>>>>>

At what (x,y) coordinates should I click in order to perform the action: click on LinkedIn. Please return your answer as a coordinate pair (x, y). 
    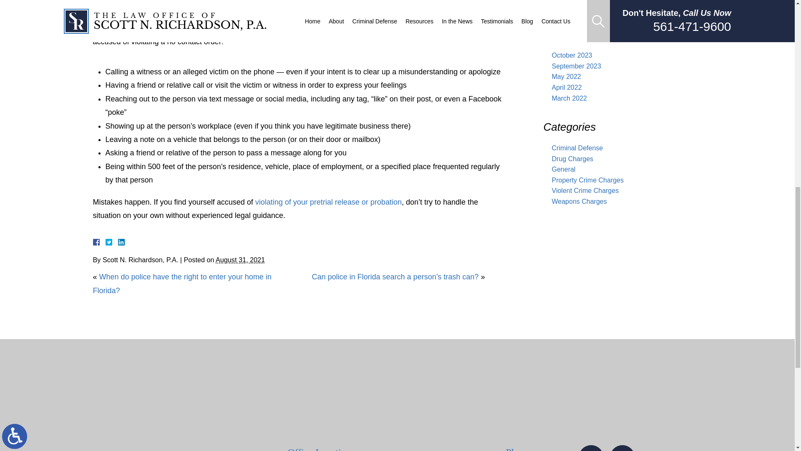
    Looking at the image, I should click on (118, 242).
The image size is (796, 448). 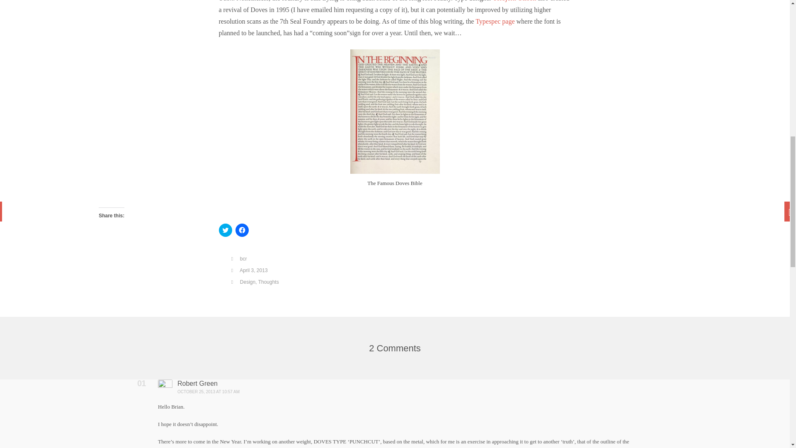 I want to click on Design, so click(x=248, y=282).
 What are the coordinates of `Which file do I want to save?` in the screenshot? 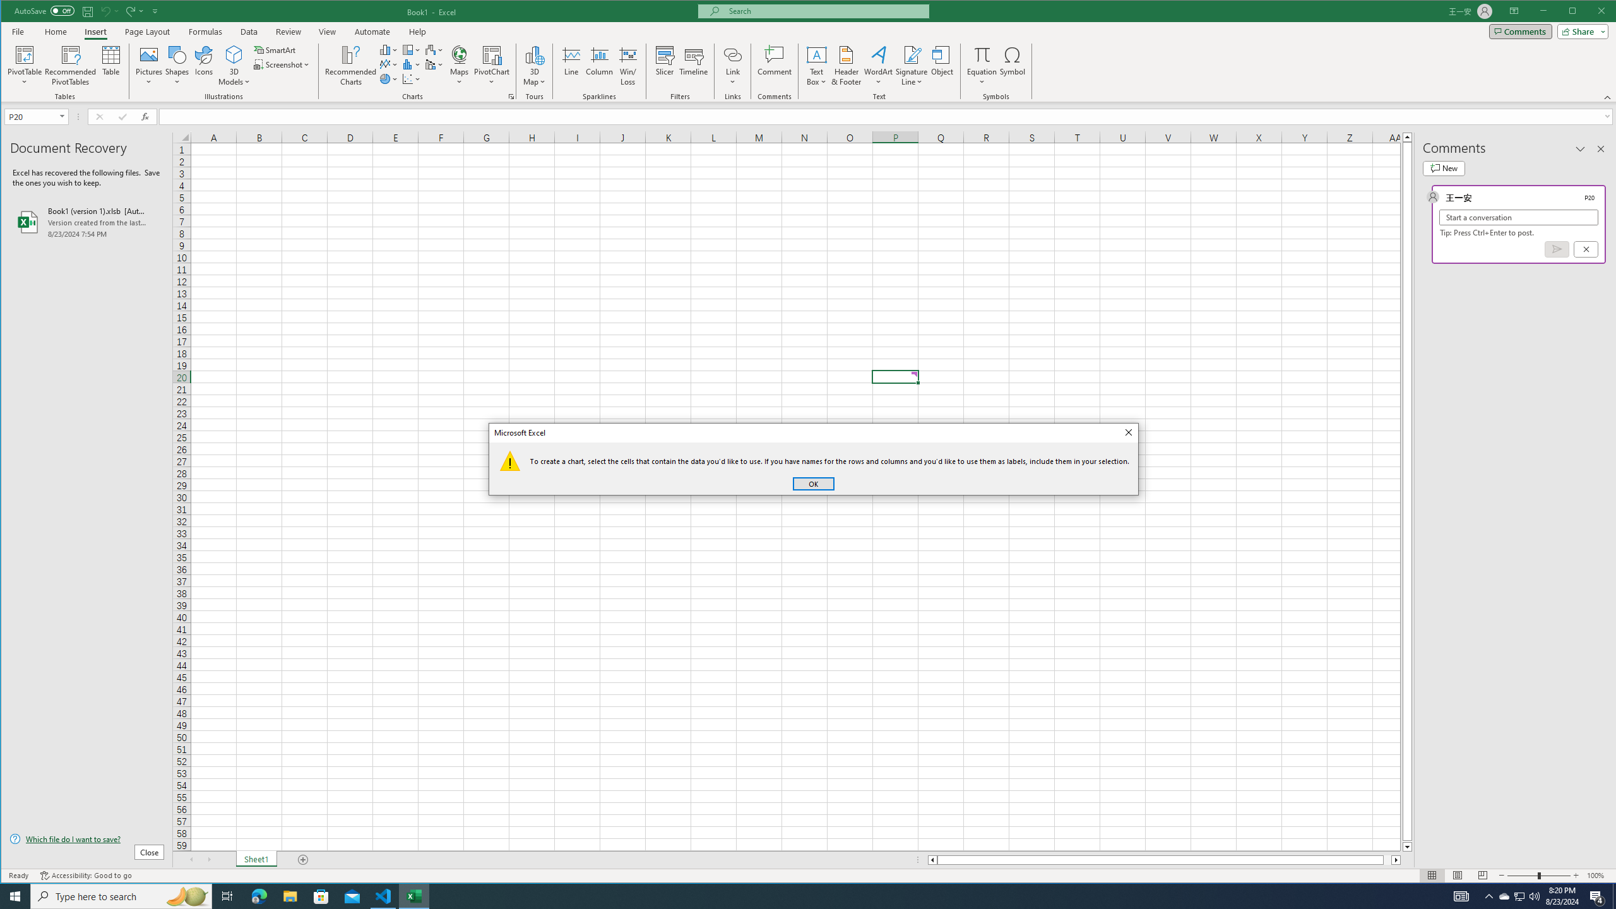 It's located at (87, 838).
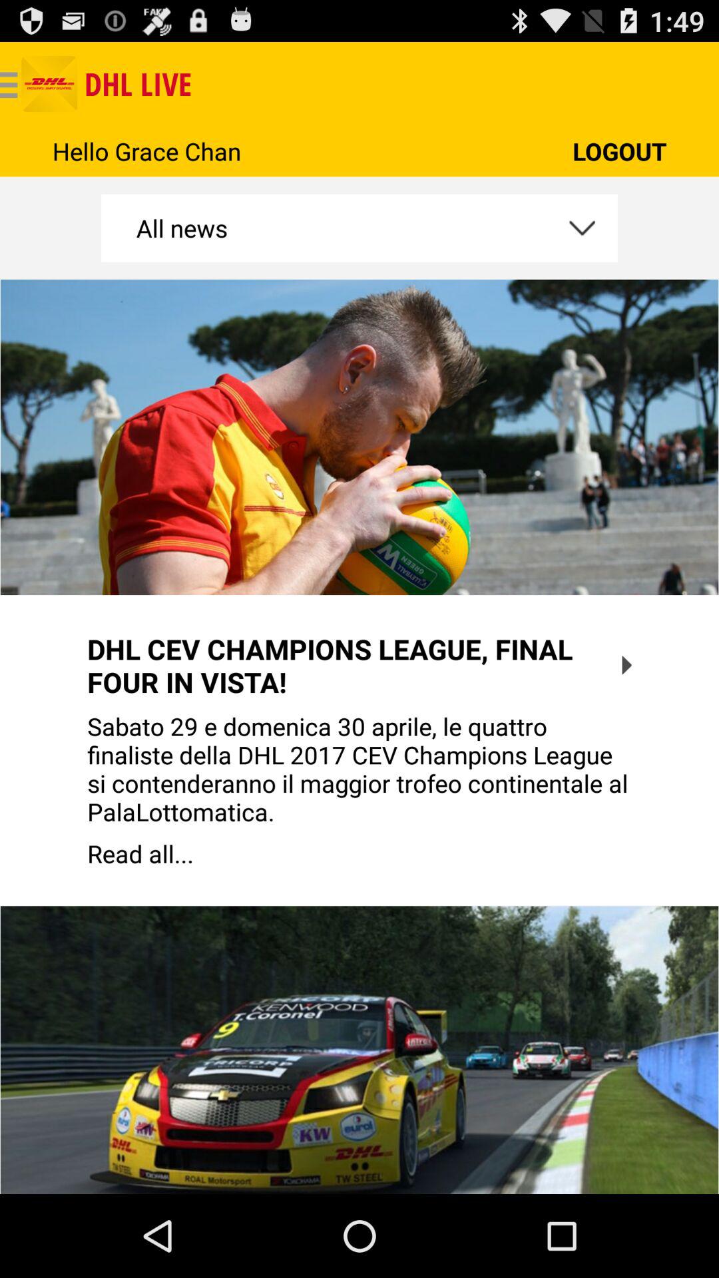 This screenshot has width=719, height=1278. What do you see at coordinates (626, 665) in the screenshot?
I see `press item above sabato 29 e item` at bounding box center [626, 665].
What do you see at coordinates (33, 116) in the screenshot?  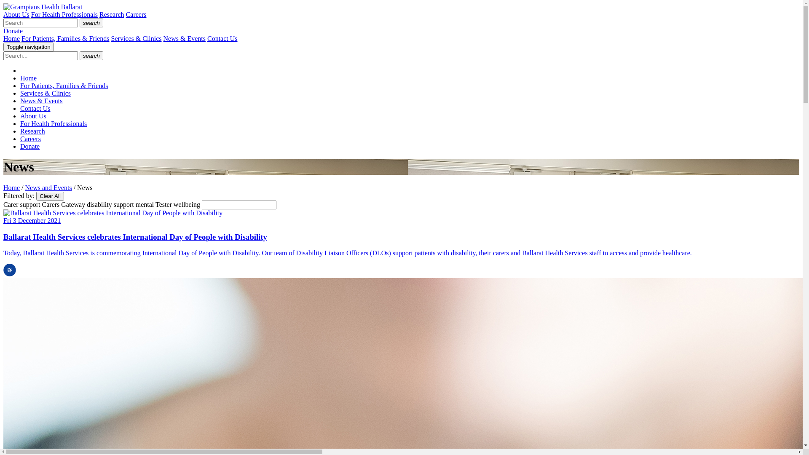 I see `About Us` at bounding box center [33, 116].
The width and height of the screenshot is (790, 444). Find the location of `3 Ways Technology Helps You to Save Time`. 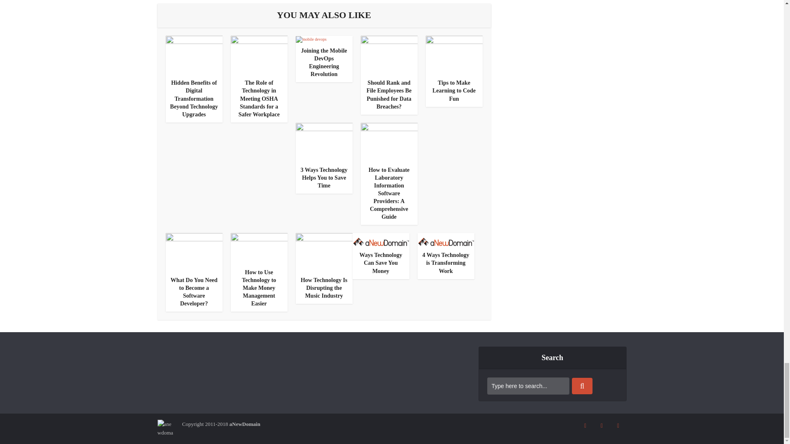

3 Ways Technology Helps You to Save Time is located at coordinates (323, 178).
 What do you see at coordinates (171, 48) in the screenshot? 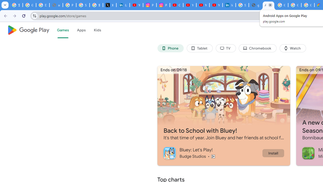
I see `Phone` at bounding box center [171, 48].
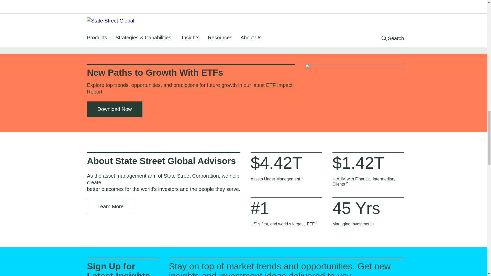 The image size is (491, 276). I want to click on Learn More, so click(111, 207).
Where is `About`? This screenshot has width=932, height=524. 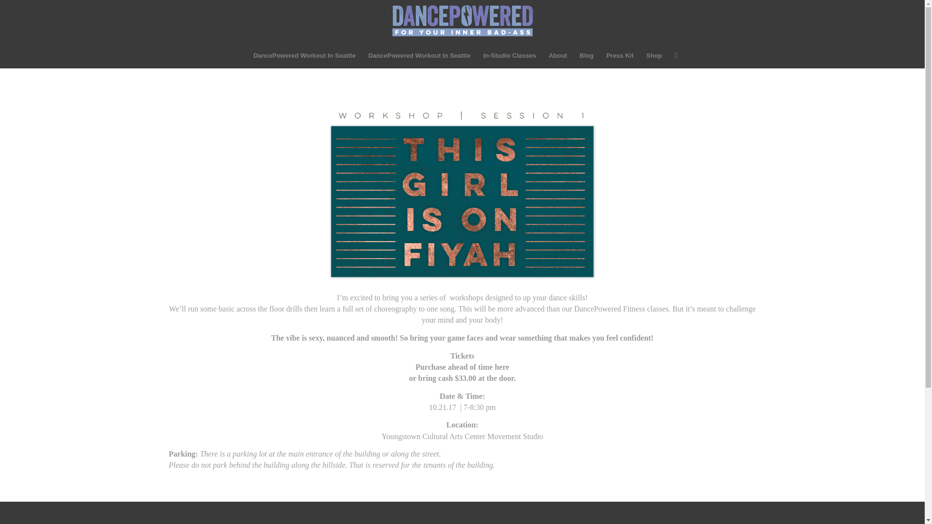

<<<<<

** EXERCISE AIM **
Write out exactly the lines from the one containing "The width and" to the last line of the records above, both included, and leave out any pictures.

** RESULT **
The width and height of the screenshot is (790, 444). Find the location of `3 Ways Technology Helps You to Save Time`. 

3 Ways Technology Helps You to Save Time is located at coordinates (323, 178).
 What do you see at coordinates (171, 48) in the screenshot? 
I see `Phone` at bounding box center [171, 48].
 The image size is (491, 276). I want to click on Learn More, so click(111, 207).
Where is `About`? This screenshot has width=932, height=524. 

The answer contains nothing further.